Visit the Rembrandt in Southern California information site prepared by The Getty Museum.
Peter Paul Rubens
1577-1640
Portrait of a Young Man in Armor
ca. 1620
Oil on canvas
25-1/2 x 20 in.
By the 1620s, Rubens was recognized as the foremost painter of decorative projects outside Italy, such as altarpieces and ceiling paintings for churches. He also produced portraits and mythological and biblical pictures for private patrons.
This bust-length picture of a young man in his twenties was probably painted from life. Traditionally identified as a "young captain," the unknown sitter wears armor of the time, with a red sash or scarf thrown over one shoulder. The painting is a "study head" that was kept in Rubens's studio and used for reference by the artist or his workshop assistants in the painting of other works.
Although this exact model cannot be identified in any of Rubens's finished paintings, he resembles subjects that appear in the artist's work of the late 1610s and early 1620s.
Jacob Isaacksz van Ruisdael
1628/29-1682
A View of Haarlem and Bleaching Fields
ca. 1665-70
Oil on canvas
23-1/2 x 30-5/8 in.
Haarlem linen had a great reputation in the seventeenth century, and the linen industry was enormously important to the city's economy. Clothing and uncut cloth were bleached in the fields around the city in a process that took several months.

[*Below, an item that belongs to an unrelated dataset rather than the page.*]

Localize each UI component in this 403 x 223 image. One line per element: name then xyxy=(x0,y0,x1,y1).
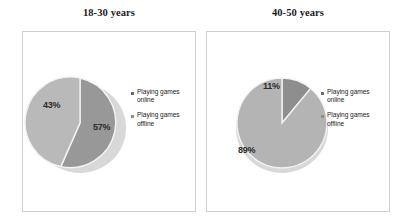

Ruisdael, one of the most important seventeenth-century Dutch landscape painters, completed about fifteen views of Haarlem showing the linen-bleaching fields. In this richly textured canvas, as in other landscapes of the subject, the artist arranges the buildings and rows of linen to lead the eye diagonally through alternating areas of shadow and light. At the horizon is St. Bavo's, a famous church flanked to the east and west by bell towers. Ruisdael was buried in the church upon his death in 1682.
Emanuel de Witte
1615-1691/92
Interior of the Nieuwe Kerk, Amsterdam
1657
Oil on canvas
34-1/2 x 40-1/2 in.
Emanuel de Witte was the great church painter of the second half of the seventeenth century. He began specializing in church interiors after 1650, when an interest developed in such interiors as viable subjects in themselves rather than for their specific religious imagery. In this painting,
De Witte shows the nave and choir of the Nieuwe Kerk, or New Church, with the great organ visible in the distance. Grave diggers are working at the left foreground, having displaced some bones interred earlier. De Witte often included grave diggers in his church paintings, perhaps as a comment on the transience of earthly life. The pillar on the left bears a monument and the coat of arms of the Coymans family. Two Coymans brothers died in 1657, the date of this painting, which may have been commissioned as a memorial to the two men.